Project details
Build a primary school, Tial village
Cambodia
, RUN BY:
Oxfam Australia
| STATUS:
COMPLETED

Existing school building in Tial village. Photo: Oxfam Australia
AUD 42,731
Raised from 16,229 people
This project will cover:
Implementation and monitoring the build of a 3-room school plus teacher's house, a set of solar-panels and water tank.
This project includes community involvement tasks such as:
- Mobilizing community to contribute their resources to the school building,
- Negotiating
and mobilizing all government management departments and district
governor in order to get timber for building schools and other
facilities
- Preparing and organizing a bidding process in
order to increase the accountability and increase the stakeholders
participation and contribution
- Developing the agreement with
all stakeholders such as community, local government, and contractor
and construction materials suppliers.
Project Outcomes:
This
project will promote education in a remote area where around 80% of
children are not able to partake in the government-educational system.
Teachers
will be dispatched to the villages by the provincial department of
Education, Youth and Sports. This strategy encourages the Cambodian
government to focus on remote areas lacking equal access to basic
services, particularly education.
The building of teacher’s
houses, with solar panels, is an important strategy to help retain
teachers living in the village and provide a venue for adult education
classes.
The community will also be encouraged to use school the as multi-purpose center for traditional and cultural purposes.
Project Background
Tial village is comprised of 493 people, including 255 women and 90 families. Villagers rely on rice growing, farming, hunting, logging and resin collection. Few families have cattle to help with farming and, in drought years, rice shortages are experienced for most of the year.
Tial primary school has only one room with a poorly thatched roof. At the moment the teachers have agreed with villagers to use the pagoda but there is insufficient space for students to study. Two male teachers work at the school and live in a community house with poor services. Community members gather rice as food to support the teachers and built a hut for teachers to stay and teaching students.
Part of a larger project
Oxfam has identified 3
small villages in remote regions that all require new and revitalised
education facilities. It is a three year project that will see one
school built in one village each year. Footprints
funded the Pha Ao village school project 2008, and intends to support the
final phase of the program in Kampong Pang (2010/11).
In
total over the three years, there will be three wooden school buildings
(9 rooms), 3 teacher’s houses, 3 water-tanks and three sets of solar
panels.
Community Involvement
Community contribution is
essential for the success of this project. The community will
contribute some materials and labor. The community is responsible for
monitoring of work quality of staff and government counterparts. The
community will also be involved in the final evaluation and opening
ceremony.
Oxfam Australia has been operating in Cambodia since 1982.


_Instructions to follow_
Drop every picture, then transcribe the remaining data exactly.

_Figure record listings_
--- --- ---

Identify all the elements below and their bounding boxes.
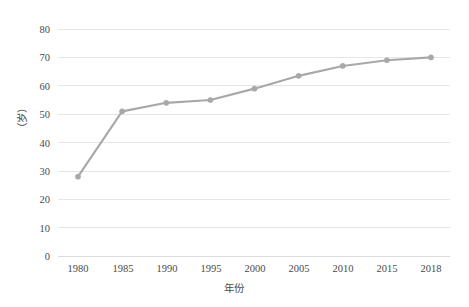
y-axis-title: （岁） bbox=[16, 103, 28, 133]
series-line bbox=[78, 57, 431, 176]
x-tick-label: 2000 bbox=[245, 263, 266, 274]
x-tick-label: 1980 bbox=[68, 263, 89, 274]
y-tick-label: 30 bbox=[40, 166, 51, 177]
y-tick-label: 50 bbox=[40, 109, 51, 120]
y-tick-label: 40 bbox=[40, 138, 51, 149]
y-tick-label: 70 bbox=[40, 52, 51, 63]
series-markers bbox=[75, 55, 433, 179]
gridlines bbox=[58, 29, 450, 256]
data-point-marker bbox=[208, 97, 213, 102]
data-point-marker bbox=[340, 63, 345, 68]
data-point-marker bbox=[428, 55, 433, 60]
x-tick-label: 2018 bbox=[421, 263, 442, 274]
data-point-marker bbox=[75, 174, 80, 179]
x-tick-label: 2015 bbox=[377, 263, 398, 274]
x-tick-label: 2005 bbox=[289, 263, 310, 274]
x-axis-title: 年份 bbox=[224, 282, 245, 294]
data-point-marker bbox=[252, 86, 257, 91]
x-axis-tick-labels: 1980 1985 1990 1995 2000 2005 2010 2015 … bbox=[68, 263, 442, 274]
x-tick-label: 1985 bbox=[113, 263, 134, 274]
line-chart: 80 70 60 50 40 30 20 10 0 （岁） 1980 1985 … bbox=[0, 0, 469, 307]
x-tick-label: 1995 bbox=[201, 263, 222, 274]
y-tick-label: 10 bbox=[40, 223, 51, 234]
chart-canvas: 80 70 60 50 40 30 20 10 0 （岁） 1980 1985 … bbox=[0, 0, 469, 307]
y-tick-label: 60 bbox=[40, 81, 51, 92]
y-tick-label: 0 bbox=[45, 251, 50, 262]
x-tick-label: 1990 bbox=[157, 263, 178, 274]
data-point-marker bbox=[164, 100, 169, 105]
data-point-marker bbox=[120, 109, 125, 114]
data-point-marker bbox=[296, 73, 301, 78]
y-axis-tick-labels: 80 70 60 50 40 30 20 10 0 bbox=[40, 24, 51, 262]
data-point-marker bbox=[384, 58, 389, 63]
data-series bbox=[75, 55, 433, 179]
y-tick-label: 20 bbox=[40, 194, 51, 205]
y-tick-label: 80 bbox=[40, 24, 51, 35]
x-tick-label: 2010 bbox=[333, 263, 354, 274]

--- --- ---

_Solution to this task_
Identify all the elements below and their bounding boxes.
y-axis-title: （岁） bbox=[16, 103, 28, 133]
series-line bbox=[78, 57, 431, 176]
x-tick-label: 2000 bbox=[245, 263, 266, 274]
x-tick-label: 1980 bbox=[68, 263, 89, 274]
y-tick-label: 30 bbox=[40, 166, 51, 177]
y-tick-label: 50 bbox=[40, 109, 51, 120]
y-tick-label: 40 bbox=[40, 138, 51, 149]
y-tick-label: 70 bbox=[40, 52, 51, 63]
series-markers bbox=[75, 55, 433, 179]
gridlines bbox=[58, 29, 450, 256]
data-point-marker bbox=[208, 97, 213, 102]
data-point-marker bbox=[340, 63, 345, 68]
data-point-marker bbox=[428, 55, 433, 60]
x-tick-label: 2018 bbox=[421, 263, 442, 274]
data-point-marker bbox=[75, 174, 80, 179]
x-tick-label: 2015 bbox=[377, 263, 398, 274]
x-tick-label: 2005 bbox=[289, 263, 310, 274]
x-axis-title: 年份 bbox=[224, 282, 245, 294]
data-point-marker bbox=[252, 86, 257, 91]
x-axis-tick-labels: 1980 1985 1990 1995 2000 2005 2010 2015 … bbox=[68, 263, 442, 274]
x-tick-label: 1985 bbox=[113, 263, 134, 274]
line-chart: 80 70 60 50 40 30 20 10 0 （岁） 1980 1985 … bbox=[0, 0, 469, 307]
x-tick-label: 1995 bbox=[201, 263, 222, 274]
y-tick-label: 10 bbox=[40, 223, 51, 234]
chart-canvas: 80 70 60 50 40 30 20 10 0 （岁） 1980 1985 … bbox=[0, 0, 469, 307]
y-tick-label: 60 bbox=[40, 81, 51, 92]
y-tick-label: 0 bbox=[45, 251, 50, 262]
x-tick-label: 1990 bbox=[157, 263, 178, 274]
data-point-marker bbox=[164, 100, 169, 105]
data-point-marker bbox=[120, 109, 125, 114]
data-point-marker bbox=[296, 73, 301, 78]
y-axis-tick-labels: 80 70 60 50 40 30 20 10 0 bbox=[40, 24, 51, 262]
data-point-marker bbox=[384, 58, 389, 63]
data-series bbox=[75, 55, 433, 179]
y-tick-label: 20 bbox=[40, 194, 51, 205]
y-tick-label: 80 bbox=[40, 24, 51, 35]
x-tick-label: 2010 bbox=[333, 263, 354, 274]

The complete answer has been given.